▸ Entries supplied
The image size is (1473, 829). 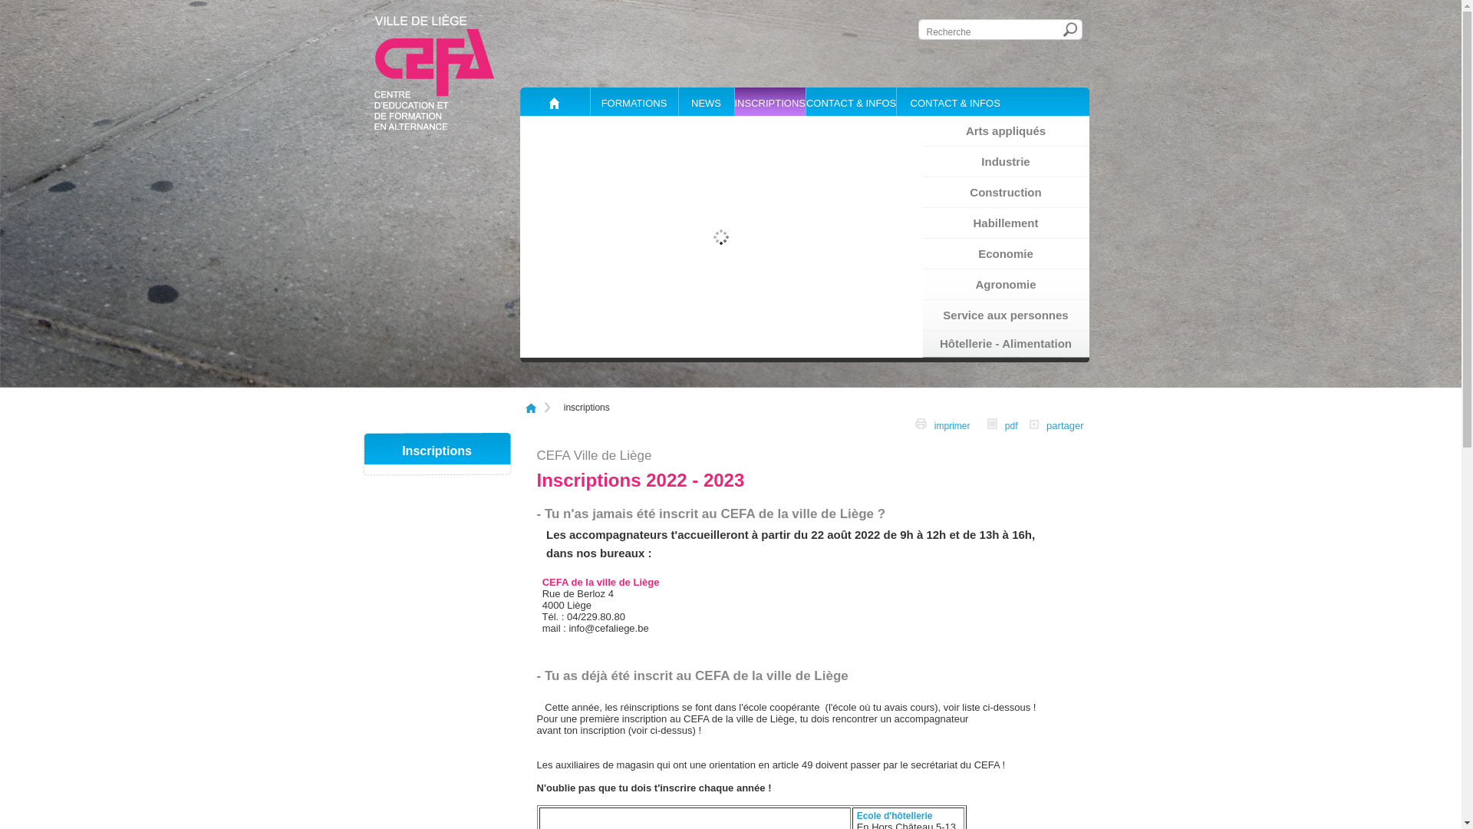 What do you see at coordinates (706, 101) in the screenshot?
I see `NEWS` at bounding box center [706, 101].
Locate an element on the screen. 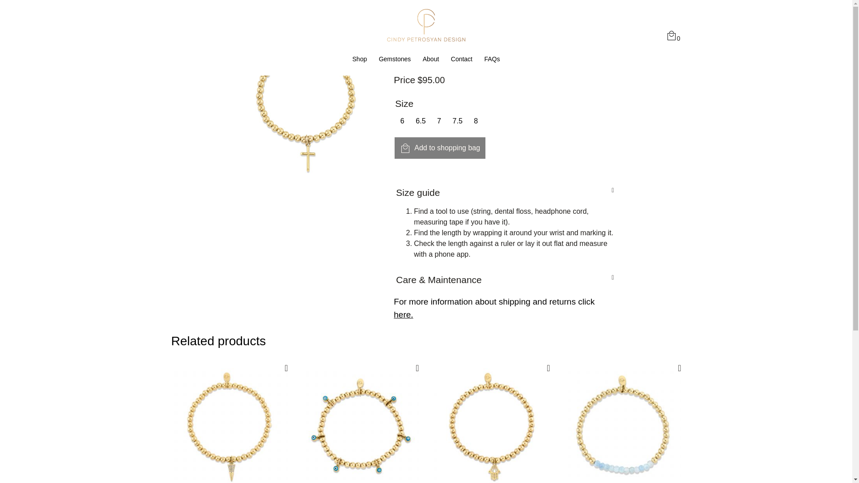 This screenshot has width=859, height=483. 6.5 is located at coordinates (420, 121).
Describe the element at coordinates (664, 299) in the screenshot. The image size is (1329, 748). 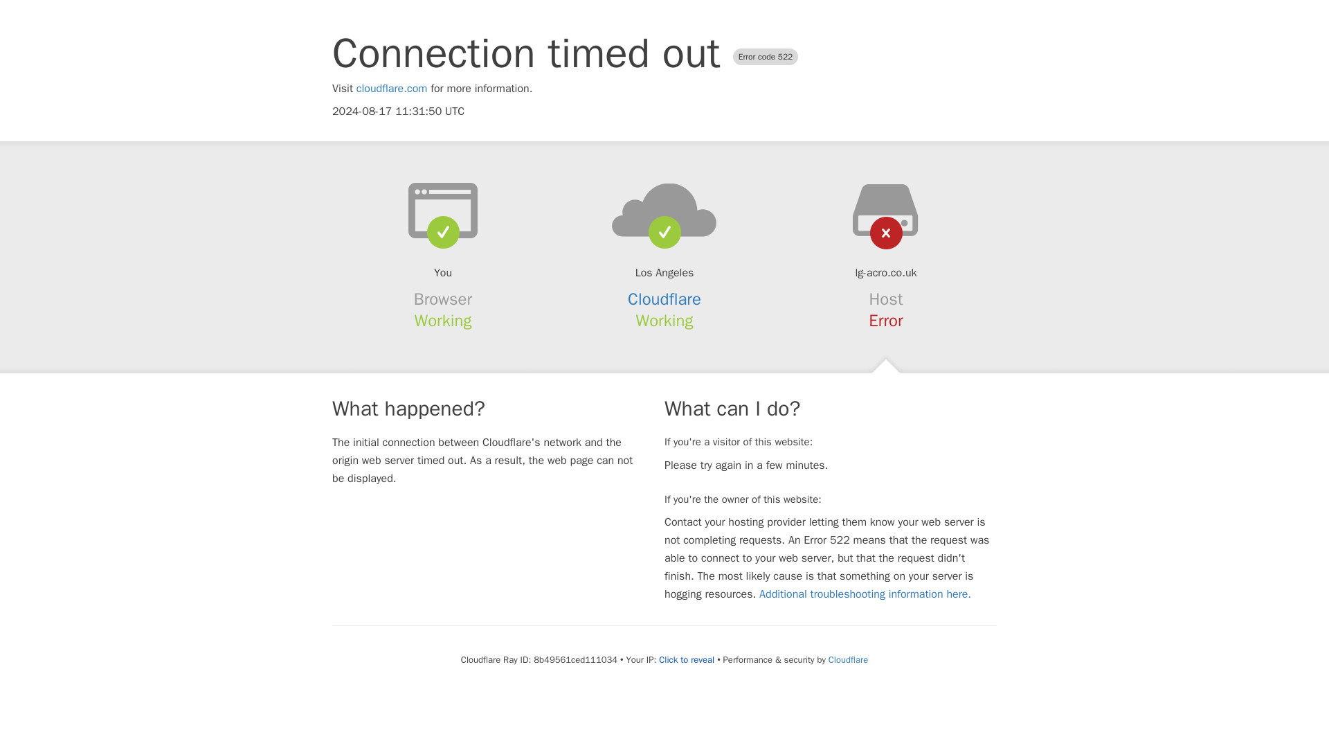
I see `Cloudflare` at that location.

▸ Aim of the task
At the line containing "Describe the element", start reproducing exactly, and stop after the last line of the listing; include both ends, and leave the pictures out.

▸ Response to this task
Describe the element at coordinates (664, 299) in the screenshot. The image size is (1329, 748). 
I see `Cloudflare` at that location.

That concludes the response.